October 17th, 2008

[Here is something I recently wrote in my Mensa forum:]

Sorry this reply has taken so long, but I got to thinking about two things here:

  1. Hunting for food vs. hunting for sport, and

  2. Definition/discussion of God.

Well, more accurately, they got me thinking about Pantheism again. (It's funny how I've gone in religious circles in my life: Grew up Protestant, threw it all away in university for a generic Pantheist-like simple spirituality, became radically non-religious after university, and am now leaning back towards Pantheism ... I wonder if this means I'll die a Baptist or something.)
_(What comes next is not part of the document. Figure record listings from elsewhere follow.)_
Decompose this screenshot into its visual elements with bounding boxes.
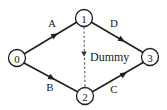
edge-label-c: C <box>110 83 117 95</box>
node-label-2: 2 <box>82 91 88 103</box>
node-label-1: 1 <box>81 13 87 25</box>
edge-label-dummy: Dummy <box>90 50 129 64</box>
node-label-0: 0 <box>14 53 20 65</box>
arrowhead-dummy <box>81 52 87 57</box>
edge-label-d: D <box>110 17 118 29</box>
graph-diagram: 0 1 2 3 A B D C Dummy <box>0 0 167 110</box>
edge-label-a: A <box>48 17 56 29</box>
node-label-3: 3 <box>147 52 153 64</box>
edge-line-c <box>92 62 144 92</box>
graph-canvas: 0 1 2 3 A B D C Dummy <box>0 0 167 110</box>
arrowhead-a <box>50 33 58 39</box>
edge-line-dummy <box>84 27 85 88</box>
edge-label-b: B <box>46 81 53 93</box>
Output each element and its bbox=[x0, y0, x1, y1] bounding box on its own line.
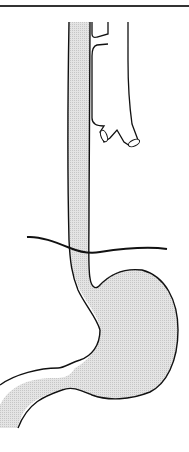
diaphragm-line bbox=[27, 237, 167, 253]
diagram-frame: esophagus trachea diaphragm stomach duod… bbox=[0, 0, 189, 452]
anatomy-illustration bbox=[0, 0, 189, 452]
left-bronchus-stub bbox=[99, 129, 109, 142]
trachea-bronchus-left bbox=[92, 22, 138, 146]
right-bronchus-stub bbox=[127, 138, 140, 149]
trachea-upper-left bbox=[92, 22, 108, 37]
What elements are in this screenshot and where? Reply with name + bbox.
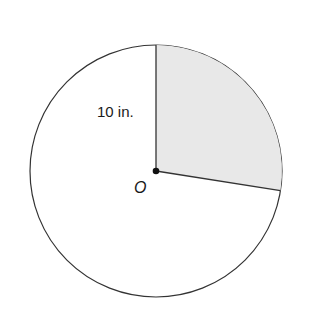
diagram: 10 in. O bbox=[0, 0, 312, 313]
shaded-sector bbox=[156, 45, 282, 191]
radius-label: 10 in. bbox=[97, 103, 134, 120]
center-point bbox=[153, 168, 160, 175]
center-label: O bbox=[134, 179, 146, 196]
One can think of Pantheism as God being the collection of all Nature, including living things and non-living things (e.g., Wordsworth talked about the "great mind" of the mountain and he sorta meant it literally, too). Note that Pantheism does not distinguish between flora and fauna, or even mineral; all is part of the living whole. Right, and if we go with that definition, we can further say that each of us is a small component of God. That is, without each of us, God would be lesser. It also means that no matter how we may feel about our individuality, we are still all a part of a greater whole, whether we want to be or not.

I want to extend that even further for a moment: If God is all of us together, and God is a living entity, then each of us forms a part of God's body, his existence, if you will. We all comprise the body of God.

Now think of a body (a corporeal one, that is): Inside itself it stores energy in the blood, in the muscle tissue and, if there's leftovers, in the fat tissue. And when it requires that energy the body removes it from the blood and muscle and, in severe cases, from the stored fat. In effect, we feed off of ourselves. In a metaphorical sense, we can extend that to describe how a Pantheist God feeds himself: He takes parts of himself and consumes them. To do otherwise would be to die. This is all perfectly "natural" (though I acknowledge the circularity of that thought).

Remember how Pantheism does not distinguish between the animate but static, animate and mobile, or inanimate parts of Nature, which means that eating a fellow human or a dolphin; eating a handful of corn, wheat, or grapes; or even trying to eat a handful of pebbles or dirt is all the same. Moose, man, mildew, marble, or mollusc ... it's all the same. Pantheism makes no distinction between eating any part of itself, and the only true abomination is the destruction of any of its parts for selfish reasons (that is, for reasons that are non self-fortifying) . By feeding yourself you are feeding all of us, in the form of God. Ironically, killing to feed yourself is at least as selfless as it is self-interested; by keeping yourself alive you are keeping a part of God alive. True, you have to sacrifice another part of God to do that, but there is no "net loss."

Killing for selfish reasons, however, constitutes a loss to God and therefore a loss to us all.

One can use this definition of eating to say that hunting down and killing a rabbit, woolly mammoth, stalk of wheat, or snake is just fine because it is a part of the Natural process of living. By Pantheism, in fact, it is what keeps God alive.

But picking off an animal with your high-power scoped assault rifle just so you can hang its antlers in your living room (above the bear skin rug acquired for the same selfish reasons) or lopping off the elephant's leg to make an attractive garbage can is the true sacrilege.